▶ _What is expected_
Your output should be the lines of the entries below, exactly, from the first one through the line that holds "What do you see at coordinates (971, 73)".

▶ _Raw data_
'''

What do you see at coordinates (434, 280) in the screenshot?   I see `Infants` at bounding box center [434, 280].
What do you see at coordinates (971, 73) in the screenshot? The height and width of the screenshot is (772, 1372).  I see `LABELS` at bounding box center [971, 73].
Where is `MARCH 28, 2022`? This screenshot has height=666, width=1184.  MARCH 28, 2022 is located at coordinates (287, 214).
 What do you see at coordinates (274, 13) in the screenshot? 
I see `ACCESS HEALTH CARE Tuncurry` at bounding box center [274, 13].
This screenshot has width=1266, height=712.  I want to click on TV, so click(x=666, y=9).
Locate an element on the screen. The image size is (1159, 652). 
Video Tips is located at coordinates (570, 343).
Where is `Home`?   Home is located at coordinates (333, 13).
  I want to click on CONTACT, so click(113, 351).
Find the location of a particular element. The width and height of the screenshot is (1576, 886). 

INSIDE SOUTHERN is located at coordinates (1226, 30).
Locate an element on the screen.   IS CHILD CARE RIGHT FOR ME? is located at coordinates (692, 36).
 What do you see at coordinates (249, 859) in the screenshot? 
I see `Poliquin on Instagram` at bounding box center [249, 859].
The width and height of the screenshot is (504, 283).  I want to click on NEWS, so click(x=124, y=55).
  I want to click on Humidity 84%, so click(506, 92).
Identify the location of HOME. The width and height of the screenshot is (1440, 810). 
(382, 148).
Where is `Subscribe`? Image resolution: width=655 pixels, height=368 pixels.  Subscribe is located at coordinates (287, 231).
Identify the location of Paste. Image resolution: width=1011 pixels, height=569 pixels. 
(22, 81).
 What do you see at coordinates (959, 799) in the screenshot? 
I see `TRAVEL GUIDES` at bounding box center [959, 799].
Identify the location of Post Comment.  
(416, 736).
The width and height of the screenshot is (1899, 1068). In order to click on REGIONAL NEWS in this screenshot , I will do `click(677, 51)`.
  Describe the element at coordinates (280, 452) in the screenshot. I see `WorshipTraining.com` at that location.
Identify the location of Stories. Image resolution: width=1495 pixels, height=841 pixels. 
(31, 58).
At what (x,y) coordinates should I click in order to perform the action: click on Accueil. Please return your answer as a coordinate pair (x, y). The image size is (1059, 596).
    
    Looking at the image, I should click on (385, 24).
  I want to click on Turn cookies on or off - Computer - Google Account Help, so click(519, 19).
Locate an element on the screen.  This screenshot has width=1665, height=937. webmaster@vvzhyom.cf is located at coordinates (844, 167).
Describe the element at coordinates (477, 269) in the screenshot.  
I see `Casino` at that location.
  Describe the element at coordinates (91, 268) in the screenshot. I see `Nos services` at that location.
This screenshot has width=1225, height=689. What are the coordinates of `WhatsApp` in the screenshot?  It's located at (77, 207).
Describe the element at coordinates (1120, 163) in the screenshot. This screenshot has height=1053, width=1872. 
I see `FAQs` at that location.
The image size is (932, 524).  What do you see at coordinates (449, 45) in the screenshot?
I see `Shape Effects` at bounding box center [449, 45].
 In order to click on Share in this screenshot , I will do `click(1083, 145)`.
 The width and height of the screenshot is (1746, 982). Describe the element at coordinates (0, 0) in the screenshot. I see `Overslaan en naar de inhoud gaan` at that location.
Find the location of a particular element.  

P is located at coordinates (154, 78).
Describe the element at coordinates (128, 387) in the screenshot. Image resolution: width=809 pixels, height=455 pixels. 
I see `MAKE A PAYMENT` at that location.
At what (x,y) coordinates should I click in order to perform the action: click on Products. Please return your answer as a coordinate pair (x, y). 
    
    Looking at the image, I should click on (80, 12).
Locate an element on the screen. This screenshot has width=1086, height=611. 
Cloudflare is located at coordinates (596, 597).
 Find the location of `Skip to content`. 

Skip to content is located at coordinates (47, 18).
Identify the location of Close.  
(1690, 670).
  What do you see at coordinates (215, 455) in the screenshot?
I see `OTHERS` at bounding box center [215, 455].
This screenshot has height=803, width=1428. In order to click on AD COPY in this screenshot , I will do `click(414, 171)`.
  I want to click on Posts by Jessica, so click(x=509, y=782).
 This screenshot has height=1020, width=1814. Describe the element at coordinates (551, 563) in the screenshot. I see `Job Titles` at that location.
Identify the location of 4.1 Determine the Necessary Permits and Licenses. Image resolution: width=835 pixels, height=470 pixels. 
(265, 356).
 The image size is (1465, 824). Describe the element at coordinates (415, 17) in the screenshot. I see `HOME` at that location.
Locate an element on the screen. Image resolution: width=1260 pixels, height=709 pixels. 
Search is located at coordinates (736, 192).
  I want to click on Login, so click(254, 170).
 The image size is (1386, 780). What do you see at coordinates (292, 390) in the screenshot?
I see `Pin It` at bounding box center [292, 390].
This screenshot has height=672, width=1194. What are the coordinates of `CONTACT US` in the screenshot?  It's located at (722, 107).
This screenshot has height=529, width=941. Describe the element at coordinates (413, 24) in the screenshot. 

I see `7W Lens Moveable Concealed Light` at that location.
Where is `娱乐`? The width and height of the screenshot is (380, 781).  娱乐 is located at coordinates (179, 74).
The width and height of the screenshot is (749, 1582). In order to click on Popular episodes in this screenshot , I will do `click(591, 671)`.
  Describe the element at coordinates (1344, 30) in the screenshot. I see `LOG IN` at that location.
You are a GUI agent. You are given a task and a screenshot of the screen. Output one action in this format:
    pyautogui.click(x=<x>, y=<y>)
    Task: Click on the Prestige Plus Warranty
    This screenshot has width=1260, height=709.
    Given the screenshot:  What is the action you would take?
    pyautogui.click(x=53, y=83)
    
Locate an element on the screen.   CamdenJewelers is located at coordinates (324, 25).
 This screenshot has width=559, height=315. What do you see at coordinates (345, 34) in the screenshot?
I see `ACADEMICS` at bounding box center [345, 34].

'''

▶ _Completed task_
What do you see at coordinates (434, 280) in the screenshot?   I see `Infants` at bounding box center [434, 280].
What do you see at coordinates (971, 73) in the screenshot? The height and width of the screenshot is (772, 1372).  I see `LABELS` at bounding box center [971, 73].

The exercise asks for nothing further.